The first thing you probably noticed is that people don’t like literary stories. (And that’s a shame, because Updike’s “Plumbing” is a masterpiece of prose: “All around us, we are outlasted….”) But you might also have noticed that almost every single story, regardless of genre, was more pleasurable when prefaced with a spoiler. This suggests that I read fiction the right way, beginning with the end and working backwards. I like the story more because the suspense is contained.

» via Wired

If it was good enough for the ancient Greeks, it’s good enough for us.

infoneer-pulse:

Spoilers Don’t Spoil Anything

The experiment itself was simple: Nicholas Christenfeld and Jonathan Leavitt of UC San Diego gave several dozen undergraduates 12 different short stories. The stories came in three different flavors: ironic twist stories (such as Chekhov’s “The Bet”), straight up mysteries (“A Chess Problem” by Agatha Christie) and so-called “literary stories” by writers like Updike and Carver. Some subjects read the story as is, without a spoiler. Some read the story with a spoiler carefully embedded in the actual text, as if Chekhov himself had given away the end. And some read the story with a spoiler disclaimer in the preface.

Here are the results.

The first thing you probably noticed is that people don’t like literary stories. (And that’s a shame, because Updike’s “Plumbing” is a masterpiece of prose: “All around us, we are outlasted….”) But you might also have noticed that almost every single story, regardless of genre, was more pleasurable when prefaced with a spoiler. This suggests that I read fiction the right way, beginning with the end and working backwards. I like the story more because the suspense is contained.

» via Wired

If it was good enough for the ancient Greeks, it’s good enough for us.

Thu July 28th
Comments (View)

13:53

Scala, want to win? Here’s what’s missing:

Killer compiler errors.

In my 10+ years experience w/ statically-typed functional programming, I can say without a doubt, the biggest impediment to both productivity and newbie-adoption is the utter OPAQUENESS of the compiler errors.

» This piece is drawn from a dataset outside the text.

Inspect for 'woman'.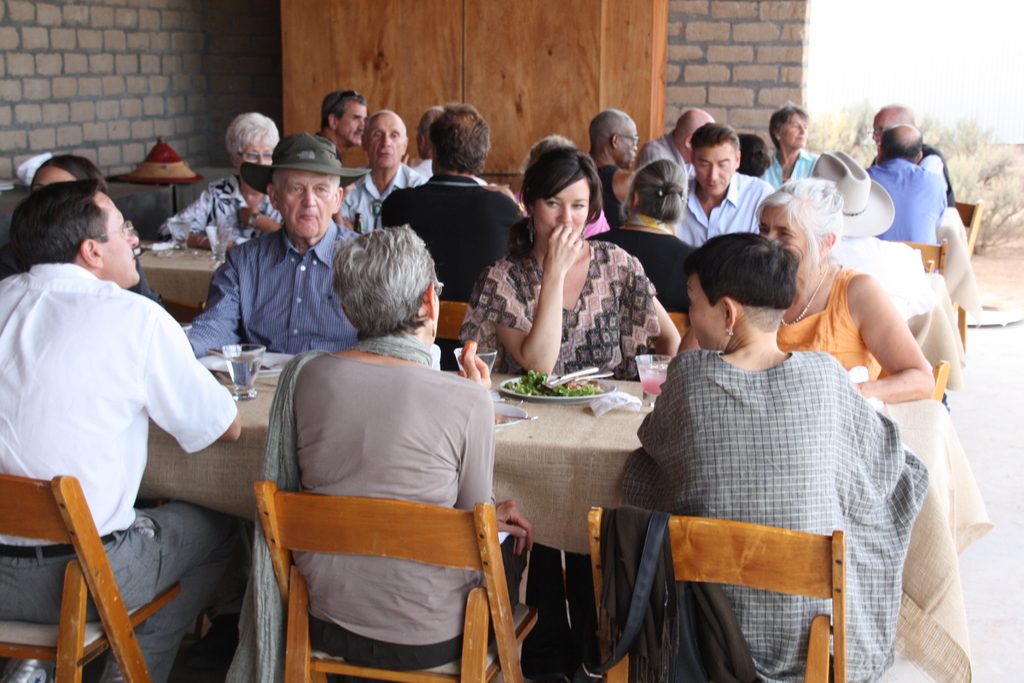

When one decides to use a compiled language, you agree to argue with the computer in exchange for correctness of code. You tell it what (you think) you want it to do, and it complains you’re not making any sense. Once you reach a common ground, the code flies, the bugs dissolve, and you’re left with a kick-ass executable.

So why, then, do compiler writers so rarely invest in making user-friendly compiler error messages? In large part, it’s because the compiler authors have a *deep* and intuitive understanding of even the most complex semantics, and like most logging, error output is a necessary evil. However, for a neophyte, the language presents just a few pieces of UX: the syntax, and the compiler errors. 

At Boundless Learning, we’re a happy Scala-shop. And yet, near daily, someone on the dev-team runs into a perplexing compiler error/issue that could be quickly resolved if the compiler formatted the error just a little bit smarter, surfaced more detail, or frankly, was written in a more human manner.

Scala contributors, what you’re doing is amazing, and the opportunity to increase/ease adoption by investment in compiler errors is *significant*.

Sun July 3rd
Comments (View)

14:31

Wed June 29th
Comments (View)

20:31

Thu June 16th
Comments (View)

12:34

Tue June 14th
Comments (View)

11:54
thegongshow:

I *love* all the data exhaust coming out of Stack Exchange.  
Here’s a simple chart demonstrating the correlation between the quality of a developer and age.  Older hackers rule.

This is pretty cool stuff. Although, I’m sure there’s a real bias here towards older devs who are still involved w/ community are better hackers, because clearly the pool of them on stack exchange is much smaller, it makes it harder to trust the average rep as being indicative of older hackers as a whole.

thegongshow:

I *love* all the data exhaust coming out of Stack Exchange.  

Here’s a simple chart demonstrating the correlation between the quality of a developer and age.  Older hackers rule.

This is pretty cool stuff. Although, I’m sure there’s a real bias here towards older devs who are still involved w/ community are better hackers, because clearly the pool of them on stack exchange is much smaller, it makes it harder to trust the average rep as being indicative of older hackers as a whole.